Johnsen on Yemen in New York

Book Night With Gregory Johnsen

12 November 2012 – 6:00pm – 7:30pm

40 West 45th Street, Club Quarters, New York, Free admission

by Sonya K. Fry, Overseas Press Club of America

The Last Refuge: Yemen, Al-Qaeda, and America’s War in Arabia [W.W. Norton & Company, November, 2012] is an eye-opening look at the successes and failures in fighting a new type of war in the turbulent country of Yemen, written by Gregory D. Johnsen, who is an OPC Foundation Scholar, a Fulbright fellow in Yemen, part of a 2009 USAID conflict assessment team and is now a doctoral candidate in Near Eastern studies at Princeton University.

Johnsen takes readers into Yemeni mosques where clerics in the 1980’s recruited young men to jihad to fight the Russian invaders in Afghanistan. These men eventually formed the basis for the Al-Qaeda movement. The story also leads to the presidential palace in Yemen where the country’s military dictator, Ali Abdullah Salih vascillated between helping the U.S. get rid of Al-Qaeda in the Arabian Peninsula and hindering the process. Salih himself called this delicate balancing act of staying in power a “snake dance.” For years this dance included concealing Islamists from the prying eyes of U.S. intelligence and yet later he allowed the U.S. to conduct attacks that killed dozens of Al-Qaeda operatives including Abu Ali al-Harithi, who was known as the “godfather” by U.S. intelligence. The dramatic story sounds like a Hollywood movie: Haritihi turned on his cell phone as he left a secret meeting which signaled a predator drone to track him. The first missile from the drone exploded next to Harithi’s speeding car. He threw the phone out of the window and screamed at everyone to get out, but there was nowhere to go since they were in the middle of the desert. The drone fired its second missile and the car exploded in flames.

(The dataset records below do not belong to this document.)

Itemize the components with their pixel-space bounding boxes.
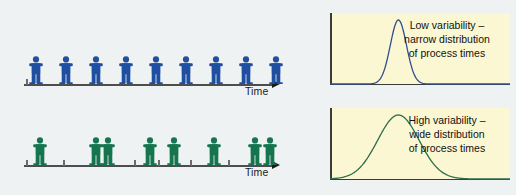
person-icon — [238, 56, 254, 84]
caption-line: Low variability – — [391, 18, 503, 32]
person-icon — [206, 137, 222, 165]
person-icon — [178, 56, 194, 84]
person-icon — [88, 56, 104, 84]
low-variability-timeline: Time — [0, 0, 320, 95]
high-variability-timeline: Time — [0, 96, 320, 191]
timeline-tick — [190, 160, 192, 166]
caption-line: High variability – — [391, 113, 503, 127]
person-icon — [247, 137, 263, 165]
caption-line: of process times — [391, 46, 503, 60]
timeline-axis-low — [24, 84, 274, 86]
caption-line: of process times — [391, 141, 503, 155]
low-variability-caption: Low variability – narrow distribution of… — [391, 18, 503, 60]
person-icon — [208, 56, 224, 84]
person-icon — [148, 56, 164, 84]
person-icon — [142, 137, 158, 165]
variability-figure: Time — [0, 0, 516, 195]
person-icon — [268, 56, 284, 84]
timeline-tick — [26, 160, 28, 166]
person-icon — [166, 137, 182, 165]
low-variability-distribution-panel: Low variability – narrow distribution of… — [330, 13, 510, 85]
high-variability-caption: High variability – wide distribution of … — [391, 113, 503, 155]
caption-line: narrow distribution — [391, 32, 503, 46]
person-icon — [58, 56, 74, 84]
person-icon — [262, 137, 278, 165]
timeline-tick — [134, 160, 136, 166]
person-icon — [100, 137, 116, 165]
timeline-tick — [63, 160, 65, 166]
person-icon — [118, 56, 134, 84]
person-icon — [32, 137, 48, 165]
timeline-axis-label-high: Time — [245, 166, 268, 178]
timeline-axis-high — [24, 165, 274, 167]
high-variability-distribution-panel: High variability – wide distribution of … — [330, 108, 510, 180]
person-icon — [28, 56, 44, 84]
timeline-tick — [228, 160, 230, 166]
caption-line: wide distribution — [391, 127, 503, 141]
timeline-tick — [158, 160, 160, 166]
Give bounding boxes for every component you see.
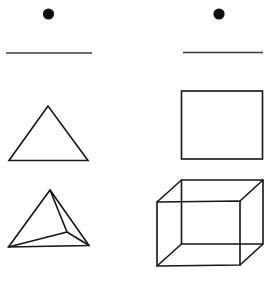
- figure-canvas: Geometric shapes: 2D figures and 3D soli…: [0, 0, 273, 281]
- geometric-shapes-figure: [0, 0, 273, 281]
- left-bullet-dot-icon: [43, 8, 54, 19]
- right-bullet-dot-icon: [213, 8, 224, 19]
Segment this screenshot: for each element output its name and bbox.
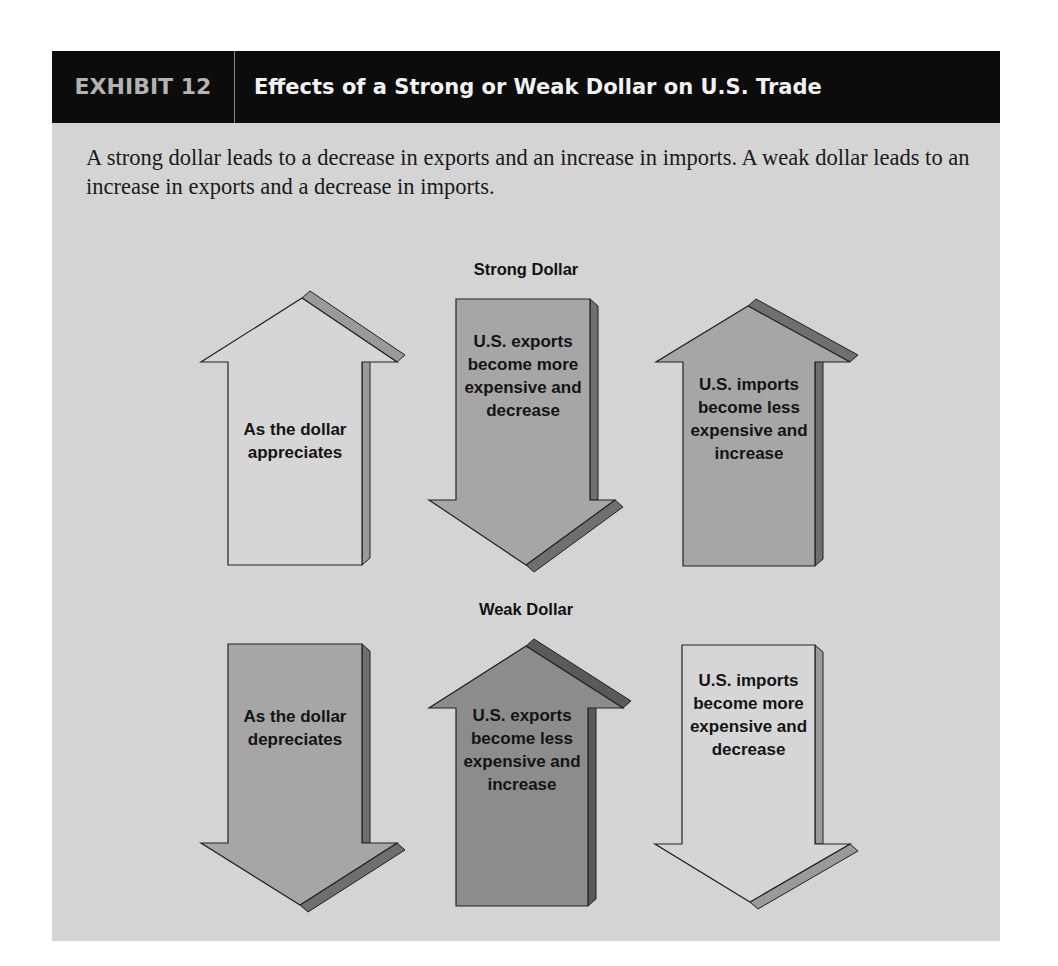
- section-label-strong-dollar: Strong Dollar: [376, 260, 676, 279]
- arrow-label: U.S. exports become less expensive and i…: [456, 704, 588, 796]
- dollar-trade-diagram: [0, 0, 1058, 966]
- arrow-down-dollar-depreciates: [201, 644, 405, 912]
- arrow-label: U.S. imports become more expensive and d…: [682, 669, 815, 761]
- arrow-label: As the dollar appreciates: [228, 418, 362, 464]
- arrow-label: U.S. exports become more expensive and d…: [456, 330, 590, 422]
- section-label-weak-dollar: Weak Dollar: [376, 600, 676, 619]
- arrow-label: As the dollar depreciates: [228, 705, 362, 751]
- arrow-label: U.S. imports become less expensive and i…: [683, 373, 815, 465]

Less than four years after Harithi’s death and the destruction of the original Al-Qaeda network in Yemen, the group rebounded as 23 men tunneled out of a maximum-security prison in Sana’a and into a neighboring mosque where they said their morning prayers and then walked out the front door to freedom. Johnsen’s crisp storytelling brings events to life and shows how a handful of men thousands of miles from the United States and far from the battlefields of Iraq and Afghanistan continue to keep policymakers up at night fighting a clandestine war of drones and suicide bombers in an unforgiving corner of Arabia.

In 2006, Johnsen won an OPC Foundation’s David Schweisberg scholarship while he was a student at the University of Arizona. His winning essay was on presidential politics in Yemen’s fledgling democracy. His stories on Yemen have appeared in The New York Times, Foreign Policy and Newsweek and he is a frequent guest on NPR and CNN.

William J. Holstein, president of the OPC Foundation, will serve as interlocutor for the Book Night on Monday, November 12. The reception will start at 6 p.m. with the talk at 6:30 p.m. Books will be available for purchase and signing. RSVP by calling the OPC at 212-626-9220 or e-mail.